Skip to main content

Documentation Index

Fetch the complete documentation index at: https://mintlify.com/exegia/corpora-py/llms.txt

Use this file to discover all available pages before exploring further.

A single cf-mcp process can hold multiple corpora in memory at the same time. You can load them at startup with repeated --corpus flags, give each one a short name, and then target any of them in individual tool calls without restarting the server or changing the global default.

CLI: Multiple —corpus Flags

Repeat --corpus for each dataset you want to load. Pair each path with an optional --name flag to give it a human-readable identifier:
uv run cf-mcp \
  --corpus ~/.exegia/datasets/bibles/BHSA --name BHSA \
  --corpus ~/.exegia/datasets/bibles/GNT  --name GNT
--name flags are matched positionally to --corpus flags — the first --name applies to the first --corpus, and so on. If a --name is omitted for a given path, the name defaults to the directory’s base name.

—features Flag

To speed up startup, pass --features with a list of feature names to load only the annotations you need. This is particularly useful for large corpora with dozens of features when your workflow only requires a subset:
uv run cf-mcp \
  --corpus ~/.exegia/datasets/bibles/BHSA \
  --features lex pos gloss
Load a small subset of features with --features to speed up startup when you only need specific annotations.

Programmatic Multi-Corpus

When embedding the server in Python, call corpus_manager.load() once per corpus before calling mcp.run(). The first corpus loaded automatically becomes the default:
from exegia.mcp import corpus_manager, mcp

corpus_manager.load("~/.exegia/datasets/bibles/BHSA", name="BHSA")
corpus_manager.load("~/.exegia/datasets/bibles/GNT",  name="GNT")

# First loaded corpus is the default
print(corpus_manager.current)       # "BHSA"
print(corpus_manager.list_corpora()) # ["BHSA", "GNT"]

# Switch the active corpus
corpus_manager.select("GNT")

mcp.run(transport="stdio")

Using the corpus Parameter in Tools

Every one of the 11 MCP tools accepts an optional corpus parameter. Passing it directs that single call to the named corpus without changing the global default — useful when an AI agent needs to compare results across datasets in the same conversation:
search(template="word pos=verb", corpus="GNT")
get_passages(references=["John 3:16"], corpus="GNT")
describe_corpus(corpus="BHSA")
If corpus is omitted, the tool uses whichever corpus is currently set as the default.

list_corpora Tool Output

The list_corpora tool shows all loaded corpora and marks the active one with an asterisk:
Loaded corpora (* = current):
  * BHSA
    GNT

CorpusManager API Reference

MethodSignatureReturns
loadload(path, name?, features?)str — the corpus name
get_apiget_api(name?)Context-Fabric TF API object
list_corporalist_corpora()list[str]
selectselect(name)None
unloadunload(name)None
get_api() with no argument returns the API for the currently active corpus. After unload(), the active corpus is automatically advanced to the next loaded corpus, or set to None if the last corpus was removed.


- _Work request_
Restate the records below word for word.

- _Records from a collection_
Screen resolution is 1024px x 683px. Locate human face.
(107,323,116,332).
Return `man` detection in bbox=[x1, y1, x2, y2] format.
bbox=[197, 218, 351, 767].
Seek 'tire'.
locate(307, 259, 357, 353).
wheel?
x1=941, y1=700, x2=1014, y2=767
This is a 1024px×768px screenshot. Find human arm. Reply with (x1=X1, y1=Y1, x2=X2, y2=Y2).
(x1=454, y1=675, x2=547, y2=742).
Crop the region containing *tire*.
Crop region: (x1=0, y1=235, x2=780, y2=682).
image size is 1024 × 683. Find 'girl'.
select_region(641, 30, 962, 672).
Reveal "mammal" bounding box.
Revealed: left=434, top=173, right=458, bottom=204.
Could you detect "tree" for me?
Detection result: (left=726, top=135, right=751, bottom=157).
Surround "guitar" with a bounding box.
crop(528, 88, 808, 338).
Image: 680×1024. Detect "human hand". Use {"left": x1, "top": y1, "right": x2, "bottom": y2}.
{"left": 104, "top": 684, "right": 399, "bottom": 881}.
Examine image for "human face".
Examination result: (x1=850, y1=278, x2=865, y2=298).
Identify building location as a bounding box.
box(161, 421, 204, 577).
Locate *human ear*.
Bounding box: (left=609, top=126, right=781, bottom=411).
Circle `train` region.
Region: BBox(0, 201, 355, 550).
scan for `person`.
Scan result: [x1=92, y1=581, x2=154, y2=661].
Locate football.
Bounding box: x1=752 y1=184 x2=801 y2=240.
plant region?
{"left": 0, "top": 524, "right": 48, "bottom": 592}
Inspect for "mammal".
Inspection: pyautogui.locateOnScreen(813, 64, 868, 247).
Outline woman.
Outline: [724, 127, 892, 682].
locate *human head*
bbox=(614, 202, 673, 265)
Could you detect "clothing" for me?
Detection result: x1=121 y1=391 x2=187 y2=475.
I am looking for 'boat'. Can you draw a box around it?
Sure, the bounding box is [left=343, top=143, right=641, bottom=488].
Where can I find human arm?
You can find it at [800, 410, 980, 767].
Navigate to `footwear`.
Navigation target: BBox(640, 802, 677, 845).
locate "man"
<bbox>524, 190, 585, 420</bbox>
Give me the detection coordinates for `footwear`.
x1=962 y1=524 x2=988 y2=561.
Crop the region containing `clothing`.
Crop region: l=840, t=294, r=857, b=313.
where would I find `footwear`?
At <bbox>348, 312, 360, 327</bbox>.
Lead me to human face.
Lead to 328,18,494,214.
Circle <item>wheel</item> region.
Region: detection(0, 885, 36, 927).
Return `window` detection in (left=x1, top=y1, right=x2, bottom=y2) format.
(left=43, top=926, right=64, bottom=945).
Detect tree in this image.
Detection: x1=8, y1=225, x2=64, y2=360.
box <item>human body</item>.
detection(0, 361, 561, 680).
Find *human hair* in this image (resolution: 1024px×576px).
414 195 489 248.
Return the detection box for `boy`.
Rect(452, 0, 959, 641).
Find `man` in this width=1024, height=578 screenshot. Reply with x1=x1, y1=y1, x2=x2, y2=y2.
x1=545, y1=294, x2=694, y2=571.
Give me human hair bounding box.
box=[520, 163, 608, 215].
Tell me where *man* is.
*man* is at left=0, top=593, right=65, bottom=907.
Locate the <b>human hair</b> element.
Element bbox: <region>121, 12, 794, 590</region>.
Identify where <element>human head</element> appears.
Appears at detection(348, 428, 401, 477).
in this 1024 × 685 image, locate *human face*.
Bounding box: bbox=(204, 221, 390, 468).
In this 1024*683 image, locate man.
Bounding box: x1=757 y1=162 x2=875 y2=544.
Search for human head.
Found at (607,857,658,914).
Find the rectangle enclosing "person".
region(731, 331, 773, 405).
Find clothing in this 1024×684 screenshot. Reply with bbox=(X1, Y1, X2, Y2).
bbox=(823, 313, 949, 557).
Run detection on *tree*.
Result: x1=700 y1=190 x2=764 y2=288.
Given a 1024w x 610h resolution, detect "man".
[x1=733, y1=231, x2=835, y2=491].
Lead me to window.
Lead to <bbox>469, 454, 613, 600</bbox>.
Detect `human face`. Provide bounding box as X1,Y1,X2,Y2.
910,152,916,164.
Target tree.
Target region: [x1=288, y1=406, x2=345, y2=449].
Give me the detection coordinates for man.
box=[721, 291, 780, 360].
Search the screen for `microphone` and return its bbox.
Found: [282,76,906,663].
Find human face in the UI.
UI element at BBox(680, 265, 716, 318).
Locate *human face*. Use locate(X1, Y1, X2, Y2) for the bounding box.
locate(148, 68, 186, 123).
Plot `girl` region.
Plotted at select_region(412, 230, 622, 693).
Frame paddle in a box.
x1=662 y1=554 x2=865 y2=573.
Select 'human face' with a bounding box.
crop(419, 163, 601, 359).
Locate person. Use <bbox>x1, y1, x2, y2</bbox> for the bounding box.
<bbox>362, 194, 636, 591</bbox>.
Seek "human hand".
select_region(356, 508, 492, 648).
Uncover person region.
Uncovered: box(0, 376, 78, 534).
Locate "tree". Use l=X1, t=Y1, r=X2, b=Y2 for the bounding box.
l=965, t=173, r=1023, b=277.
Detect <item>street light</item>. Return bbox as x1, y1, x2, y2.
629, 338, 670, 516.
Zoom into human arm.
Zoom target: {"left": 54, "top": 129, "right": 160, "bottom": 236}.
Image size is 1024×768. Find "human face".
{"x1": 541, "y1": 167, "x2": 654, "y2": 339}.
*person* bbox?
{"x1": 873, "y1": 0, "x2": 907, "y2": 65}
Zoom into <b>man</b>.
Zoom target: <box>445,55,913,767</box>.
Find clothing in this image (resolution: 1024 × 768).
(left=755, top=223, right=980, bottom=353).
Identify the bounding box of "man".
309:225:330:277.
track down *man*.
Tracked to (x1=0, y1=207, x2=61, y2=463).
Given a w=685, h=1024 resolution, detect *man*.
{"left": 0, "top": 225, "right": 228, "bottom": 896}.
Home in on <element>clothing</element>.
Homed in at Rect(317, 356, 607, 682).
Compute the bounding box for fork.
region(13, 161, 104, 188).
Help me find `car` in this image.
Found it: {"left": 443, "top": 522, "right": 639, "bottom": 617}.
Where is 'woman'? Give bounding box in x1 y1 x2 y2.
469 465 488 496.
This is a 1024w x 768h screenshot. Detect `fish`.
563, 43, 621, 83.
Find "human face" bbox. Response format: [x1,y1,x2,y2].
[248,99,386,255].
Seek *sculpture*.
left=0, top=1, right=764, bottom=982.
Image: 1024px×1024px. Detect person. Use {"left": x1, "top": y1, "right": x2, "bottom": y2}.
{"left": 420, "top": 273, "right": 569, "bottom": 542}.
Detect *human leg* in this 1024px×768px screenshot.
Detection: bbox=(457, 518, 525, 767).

- _Solution to the exercise_
Screen resolution is 1024px x 683px. Locate human face.
(107,323,116,332).
Return `man` detection in bbox=[x1, y1, x2, y2] format.
bbox=[197, 218, 351, 767].
Seek 'tire'.
locate(307, 259, 357, 353).
wheel?
x1=941, y1=700, x2=1014, y2=767
This is a 1024px×768px screenshot. Find human arm. Reply with (x1=X1, y1=Y1, x2=X2, y2=Y2).
(x1=454, y1=675, x2=547, y2=742).
Crop the region containing *tire*.
Crop region: (x1=0, y1=235, x2=780, y2=682).
image size is 1024 × 683. Find 'girl'.
select_region(641, 30, 962, 672).
Reveal "mammal" bounding box.
Revealed: left=434, top=173, right=458, bottom=204.
Could you detect "tree" for me?
Detection result: (left=726, top=135, right=751, bottom=157).
Surround "guitar" with a bounding box.
crop(528, 88, 808, 338).
Image: 680×1024. Detect "human hand". Use {"left": x1, "top": y1, "right": x2, "bottom": y2}.
{"left": 104, "top": 684, "right": 399, "bottom": 881}.
Examine image for "human face".
Examination result: (x1=850, y1=278, x2=865, y2=298).
Identify building location as a bounding box.
box(161, 421, 204, 577).
Locate *human ear*.
Bounding box: (left=609, top=126, right=781, bottom=411).
Circle `train` region.
Region: BBox(0, 201, 355, 550).
scan for `person`.
Scan result: [x1=92, y1=581, x2=154, y2=661].
Locate football.
Bounding box: x1=752 y1=184 x2=801 y2=240.
plant region?
{"left": 0, "top": 524, "right": 48, "bottom": 592}
Inspect for "mammal".
Inspection: pyautogui.locateOnScreen(813, 64, 868, 247).
Outline woman.
Outline: [724, 127, 892, 682].
locate *human head*
bbox=(614, 202, 673, 265)
Could you detect "clothing" for me?
Detection result: x1=121 y1=391 x2=187 y2=475.
I am looking for 'boat'. Can you draw a box around it?
Sure, the bounding box is [left=343, top=143, right=641, bottom=488].
Where can I find human arm?
You can find it at [800, 410, 980, 767].
Navigate to `footwear`.
Navigation target: BBox(640, 802, 677, 845).
locate "man"
<bbox>524, 190, 585, 420</bbox>
Give me the detection coordinates for `footwear`.
x1=962 y1=524 x2=988 y2=561.
Crop the region containing `clothing`.
Crop region: l=840, t=294, r=857, b=313.
where would I find `footwear`?
At <bbox>348, 312, 360, 327</bbox>.
Lead me to human face.
Lead to 328,18,494,214.
Circle <item>wheel</item> region.
Region: detection(0, 885, 36, 927).
Return `window` detection in (left=x1, top=y1, right=x2, bottom=y2) format.
(left=43, top=926, right=64, bottom=945).
Detect tree in this image.
Detection: x1=8, y1=225, x2=64, y2=360.
box <item>human body</item>.
detection(0, 361, 561, 680).
Find *human hair* in this image (resolution: 1024px×576px).
414 195 489 248.
Return the detection box for `boy`.
Rect(452, 0, 959, 641).
Find `man` in this width=1024, height=578 screenshot. Reply with x1=x1, y1=y1, x2=x2, y2=y2.
x1=545, y1=294, x2=694, y2=571.
Give me human hair bounding box.
box=[520, 163, 608, 215].
Tell me where *man* is.
*man* is at left=0, top=593, right=65, bottom=907.
Locate the <b>human hair</b> element.
Element bbox: <region>121, 12, 794, 590</region>.
Identify where <element>human head</element> appears.
Appears at detection(348, 428, 401, 477).
in this 1024 × 685 image, locate *human face*.
Bounding box: bbox=(204, 221, 390, 468).
In this 1024*683 image, locate man.
Bounding box: x1=757 y1=162 x2=875 y2=544.
Search for human head.
Found at (607,857,658,914).
Find the rectangle enclosing "person".
region(731, 331, 773, 405).
Find clothing in this 1024×684 screenshot. Reply with bbox=(X1, Y1, X2, Y2).
bbox=(823, 313, 949, 557).
Run detection on *tree*.
Result: x1=700 y1=190 x2=764 y2=288.
Given a 1024w x 610h resolution, detect "man".
[x1=733, y1=231, x2=835, y2=491].
Lead me to window.
Lead to <bbox>469, 454, 613, 600</bbox>.
Detect `human face`. Provide bounding box as X1,Y1,X2,Y2.
910,152,916,164.
Target tree.
Target region: [x1=288, y1=406, x2=345, y2=449].
Give me the detection coordinates for man.
box=[721, 291, 780, 360].
Search the screen for `microphone` and return its bbox.
Found: [282,76,906,663].
Find human face in the UI.
UI element at BBox(680, 265, 716, 318).
Locate *human face*. Use locate(X1, Y1, X2, Y2) for the bounding box.
locate(148, 68, 186, 123).
Plot `girl` region.
Plotted at select_region(412, 230, 622, 693).
Frame paddle in a box.
x1=662 y1=554 x2=865 y2=573.
Select 'human face' with a bounding box.
crop(419, 163, 601, 359).
Locate person. Use <bbox>x1, y1, x2, y2</bbox> for the bounding box.
<bbox>362, 194, 636, 591</bbox>.
Seek "human hand".
select_region(356, 508, 492, 648).
Uncover person region.
Uncovered: box(0, 376, 78, 534).
Locate "tree". Use l=X1, t=Y1, r=X2, b=Y2 for the bounding box.
l=965, t=173, r=1023, b=277.
Detect <item>street light</item>. Return bbox as x1, y1, x2, y2.
629, 338, 670, 516.
Zoom into human arm.
Zoom target: {"left": 54, "top": 129, "right": 160, "bottom": 236}.
Image size is 1024×768. Find "human face".
{"x1": 541, "y1": 167, "x2": 654, "y2": 339}.
*person* bbox?
{"x1": 873, "y1": 0, "x2": 907, "y2": 65}
Zoom into <b>man</b>.
Zoom target: <box>445,55,913,767</box>.
Find clothing in this image (resolution: 1024 × 768).
(left=755, top=223, right=980, bottom=353).
Identify the bounding box of "man".
309:225:330:277.
track down *man*.
Tracked to (x1=0, y1=207, x2=61, y2=463).
Given a w=685, h=1024 resolution, detect *man*.
{"left": 0, "top": 225, "right": 228, "bottom": 896}.
Home in on <element>clothing</element>.
Homed in at Rect(317, 356, 607, 682).
Compute the bounding box for fork.
region(13, 161, 104, 188).
Help me find `car` in this image.
Found it: {"left": 443, "top": 522, "right": 639, "bottom": 617}.
Where is 'woman'? Give bounding box in x1 y1 x2 y2.
469 465 488 496.
This is a 1024w x 768h screenshot. Detect `fish`.
563, 43, 621, 83.
Find "human face" bbox. Response format: [x1,y1,x2,y2].
[248,99,386,255].
Seek *sculpture*.
left=0, top=1, right=764, bottom=982.
Image: 1024px×1024px. Detect person. Use {"left": x1, "top": y1, "right": x2, "bottom": y2}.
{"left": 420, "top": 273, "right": 569, "bottom": 542}.
Detect *human leg* in this 1024px×768px screenshot.
Detection: bbox=(457, 518, 525, 767).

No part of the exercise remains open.